Safety departments have always been reliant on Risk Management departments for information about a driver's safety-related activities. This has changed. Decisions related to driver discipline and training have relied on the information derived from documents like claim reports, citations, and MVRs. Predictive driver activities were gleaned from reports focusing on categories like accident types, length of service, accident frequency, and accident severity. Though utilization of this type of risk management data will continue, it will become secondary in significance for driver safety decisions.
Data items exported from internal onboard devices are emerging as the most important indicator of driver habits and therefore the most valuable data for safety-related judgments. These systems preemptively inform safety personnel of risky, discourteous, and illegal behaviors before they become liability-related activities. The activities identified by these systems will never be shown in and accident reports, MVRs, or CSA imports. Much of the data now collected from risk management systems will become extraneous. This should be a win for both the Risk and Safety departments.
Hopefully, this emerging paradigm will have a positive effect on accident-related activity and give safety personnel a more precise tool for driver improvement. This change in measurement techniques should free claims staff to focus on claim-related financial activity rather than collecting the data needed for safety-related decisions.
Risk systems will still be the best instrument for collecting data not related to driver activity such as a problem shipper, an unsafe parking area, an abusive driver supervisor, an ineffective trainer, equipment defects, etc. A risk system will also be necessary to determine the relationship between the data collected through devices and the probability and severity of accidents.
One downside of possessing this level of detail is that it will become one of the most sought-after blocks of information by plaintiff attorneys in litigation. If a company has data that indicates poor behavior and that company has not acted on this information, there will be powerful evidence that the company is negligent. If a company does not utilize this type of predictive technology, that too will be considered evidence of negligence.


▶ _Instructions to follow_
Scan the entries that follow for the word "Experiment", then report every line in which it appears.

Figure record extracts:
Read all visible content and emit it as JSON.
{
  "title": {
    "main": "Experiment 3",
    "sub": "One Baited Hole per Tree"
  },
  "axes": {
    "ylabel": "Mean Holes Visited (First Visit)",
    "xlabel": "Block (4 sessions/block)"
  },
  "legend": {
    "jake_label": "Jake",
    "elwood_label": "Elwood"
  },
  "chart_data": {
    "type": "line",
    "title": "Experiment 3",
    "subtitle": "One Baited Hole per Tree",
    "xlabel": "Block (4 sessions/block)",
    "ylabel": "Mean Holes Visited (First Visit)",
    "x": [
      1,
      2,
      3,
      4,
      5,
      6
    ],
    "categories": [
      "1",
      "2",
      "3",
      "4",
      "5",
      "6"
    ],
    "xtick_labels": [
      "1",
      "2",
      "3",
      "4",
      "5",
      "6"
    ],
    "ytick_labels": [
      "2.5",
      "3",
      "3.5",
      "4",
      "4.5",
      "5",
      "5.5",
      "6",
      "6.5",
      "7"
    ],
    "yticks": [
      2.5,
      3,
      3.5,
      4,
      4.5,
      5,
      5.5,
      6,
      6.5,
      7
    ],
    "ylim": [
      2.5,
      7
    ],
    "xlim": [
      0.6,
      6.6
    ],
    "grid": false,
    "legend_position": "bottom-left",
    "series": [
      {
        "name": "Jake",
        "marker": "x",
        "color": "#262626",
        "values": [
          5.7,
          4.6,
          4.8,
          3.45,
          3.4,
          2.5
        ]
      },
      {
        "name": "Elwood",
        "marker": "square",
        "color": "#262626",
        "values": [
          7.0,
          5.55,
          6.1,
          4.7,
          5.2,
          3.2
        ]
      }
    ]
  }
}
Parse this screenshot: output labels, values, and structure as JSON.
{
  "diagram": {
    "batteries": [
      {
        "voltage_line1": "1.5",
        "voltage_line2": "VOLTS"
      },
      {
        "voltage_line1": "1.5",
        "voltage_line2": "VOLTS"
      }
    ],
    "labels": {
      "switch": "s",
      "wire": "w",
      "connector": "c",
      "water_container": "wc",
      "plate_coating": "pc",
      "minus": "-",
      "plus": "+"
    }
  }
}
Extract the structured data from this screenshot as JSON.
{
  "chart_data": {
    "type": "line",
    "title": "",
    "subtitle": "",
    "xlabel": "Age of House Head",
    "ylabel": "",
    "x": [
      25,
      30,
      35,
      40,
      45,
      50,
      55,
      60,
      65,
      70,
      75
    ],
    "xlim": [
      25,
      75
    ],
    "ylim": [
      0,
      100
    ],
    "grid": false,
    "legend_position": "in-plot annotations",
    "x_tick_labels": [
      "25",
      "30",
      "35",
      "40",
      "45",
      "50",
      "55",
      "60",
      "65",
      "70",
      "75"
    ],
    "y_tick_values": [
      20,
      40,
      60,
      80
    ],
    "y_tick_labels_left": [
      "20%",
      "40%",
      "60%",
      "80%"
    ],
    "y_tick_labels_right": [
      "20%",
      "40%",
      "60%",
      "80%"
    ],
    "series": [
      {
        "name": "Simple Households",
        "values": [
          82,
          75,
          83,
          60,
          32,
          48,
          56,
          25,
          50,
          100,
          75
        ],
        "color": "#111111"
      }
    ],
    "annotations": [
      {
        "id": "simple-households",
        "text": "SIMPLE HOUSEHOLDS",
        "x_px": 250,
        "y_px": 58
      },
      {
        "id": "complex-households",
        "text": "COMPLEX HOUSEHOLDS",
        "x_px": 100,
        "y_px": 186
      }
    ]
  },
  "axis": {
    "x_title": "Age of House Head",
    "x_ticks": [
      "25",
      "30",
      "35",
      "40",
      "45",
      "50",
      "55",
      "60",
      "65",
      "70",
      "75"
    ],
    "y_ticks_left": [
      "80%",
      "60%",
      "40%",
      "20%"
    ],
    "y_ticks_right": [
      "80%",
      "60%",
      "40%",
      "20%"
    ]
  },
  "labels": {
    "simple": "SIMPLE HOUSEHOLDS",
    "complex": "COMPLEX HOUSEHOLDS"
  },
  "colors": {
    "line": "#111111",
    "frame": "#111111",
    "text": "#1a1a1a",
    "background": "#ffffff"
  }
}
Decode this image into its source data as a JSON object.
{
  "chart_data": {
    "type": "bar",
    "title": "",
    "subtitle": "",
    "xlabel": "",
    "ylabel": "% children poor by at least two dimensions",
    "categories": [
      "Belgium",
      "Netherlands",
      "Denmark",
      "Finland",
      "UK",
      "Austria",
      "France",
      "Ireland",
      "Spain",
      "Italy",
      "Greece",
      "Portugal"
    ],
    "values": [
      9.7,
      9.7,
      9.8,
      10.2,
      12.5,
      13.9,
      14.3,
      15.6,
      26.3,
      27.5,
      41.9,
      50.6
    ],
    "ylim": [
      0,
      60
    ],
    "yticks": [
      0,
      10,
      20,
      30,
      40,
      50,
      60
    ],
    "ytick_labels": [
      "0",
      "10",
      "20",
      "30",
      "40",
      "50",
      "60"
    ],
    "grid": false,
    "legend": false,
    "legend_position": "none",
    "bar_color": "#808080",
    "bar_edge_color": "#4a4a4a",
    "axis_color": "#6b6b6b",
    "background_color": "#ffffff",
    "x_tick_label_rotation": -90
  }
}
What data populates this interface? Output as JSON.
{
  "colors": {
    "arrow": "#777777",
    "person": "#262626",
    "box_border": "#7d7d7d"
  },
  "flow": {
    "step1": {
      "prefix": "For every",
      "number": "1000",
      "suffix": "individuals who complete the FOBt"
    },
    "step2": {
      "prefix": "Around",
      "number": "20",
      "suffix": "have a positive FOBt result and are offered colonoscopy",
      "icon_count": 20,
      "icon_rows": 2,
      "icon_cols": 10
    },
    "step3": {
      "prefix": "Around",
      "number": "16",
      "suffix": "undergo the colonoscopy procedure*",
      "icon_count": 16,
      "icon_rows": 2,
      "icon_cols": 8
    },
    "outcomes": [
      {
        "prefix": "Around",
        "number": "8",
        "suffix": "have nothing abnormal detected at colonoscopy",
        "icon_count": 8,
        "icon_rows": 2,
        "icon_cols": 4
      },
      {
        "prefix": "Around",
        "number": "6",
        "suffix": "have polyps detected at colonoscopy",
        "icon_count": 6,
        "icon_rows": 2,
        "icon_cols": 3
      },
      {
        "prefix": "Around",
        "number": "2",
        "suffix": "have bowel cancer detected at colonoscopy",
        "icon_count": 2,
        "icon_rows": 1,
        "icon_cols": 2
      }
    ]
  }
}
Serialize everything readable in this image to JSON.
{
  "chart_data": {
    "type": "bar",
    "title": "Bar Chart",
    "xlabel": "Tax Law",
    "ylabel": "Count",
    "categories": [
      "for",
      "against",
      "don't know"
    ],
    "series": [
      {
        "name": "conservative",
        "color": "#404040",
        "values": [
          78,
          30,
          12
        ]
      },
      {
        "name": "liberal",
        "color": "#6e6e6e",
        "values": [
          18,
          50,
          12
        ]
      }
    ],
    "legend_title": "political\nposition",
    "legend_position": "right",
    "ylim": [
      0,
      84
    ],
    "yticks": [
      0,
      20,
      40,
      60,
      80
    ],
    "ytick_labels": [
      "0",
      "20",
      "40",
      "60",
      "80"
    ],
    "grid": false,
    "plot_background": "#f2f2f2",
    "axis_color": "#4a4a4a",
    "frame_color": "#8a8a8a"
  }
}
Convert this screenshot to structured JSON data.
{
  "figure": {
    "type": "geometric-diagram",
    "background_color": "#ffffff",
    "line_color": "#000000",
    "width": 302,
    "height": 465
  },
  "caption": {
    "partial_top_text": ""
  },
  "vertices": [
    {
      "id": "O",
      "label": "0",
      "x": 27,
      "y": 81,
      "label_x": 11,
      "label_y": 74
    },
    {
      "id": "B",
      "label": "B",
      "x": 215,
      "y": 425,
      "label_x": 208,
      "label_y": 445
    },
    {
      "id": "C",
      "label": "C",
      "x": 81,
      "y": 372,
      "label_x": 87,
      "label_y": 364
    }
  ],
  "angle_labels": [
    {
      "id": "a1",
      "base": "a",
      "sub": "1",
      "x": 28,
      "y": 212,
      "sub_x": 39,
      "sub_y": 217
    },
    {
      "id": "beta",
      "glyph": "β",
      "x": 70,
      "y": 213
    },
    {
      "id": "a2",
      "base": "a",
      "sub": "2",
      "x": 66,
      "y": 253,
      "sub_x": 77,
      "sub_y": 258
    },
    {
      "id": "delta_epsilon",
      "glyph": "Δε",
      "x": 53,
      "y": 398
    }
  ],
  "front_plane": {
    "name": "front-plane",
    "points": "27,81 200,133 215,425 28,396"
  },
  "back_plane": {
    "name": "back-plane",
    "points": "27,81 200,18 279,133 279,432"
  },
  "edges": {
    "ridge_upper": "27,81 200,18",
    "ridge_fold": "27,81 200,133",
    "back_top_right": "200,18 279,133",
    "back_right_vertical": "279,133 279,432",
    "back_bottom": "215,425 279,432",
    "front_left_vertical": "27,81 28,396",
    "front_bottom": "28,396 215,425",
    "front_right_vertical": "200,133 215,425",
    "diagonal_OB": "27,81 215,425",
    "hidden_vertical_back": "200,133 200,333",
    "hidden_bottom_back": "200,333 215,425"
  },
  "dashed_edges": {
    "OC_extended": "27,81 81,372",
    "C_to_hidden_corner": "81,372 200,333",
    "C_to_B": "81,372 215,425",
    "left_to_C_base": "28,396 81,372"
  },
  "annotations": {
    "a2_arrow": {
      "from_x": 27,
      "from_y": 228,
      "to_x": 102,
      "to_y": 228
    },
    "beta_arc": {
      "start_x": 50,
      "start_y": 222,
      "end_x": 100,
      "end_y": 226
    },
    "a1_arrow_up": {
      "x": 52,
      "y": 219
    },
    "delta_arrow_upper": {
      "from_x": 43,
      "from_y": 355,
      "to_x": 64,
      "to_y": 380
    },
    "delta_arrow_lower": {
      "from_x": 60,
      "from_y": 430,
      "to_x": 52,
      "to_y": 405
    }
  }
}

▶ _Written solution_
    "main": "Experiment 3",
    "title": "Experiment 3",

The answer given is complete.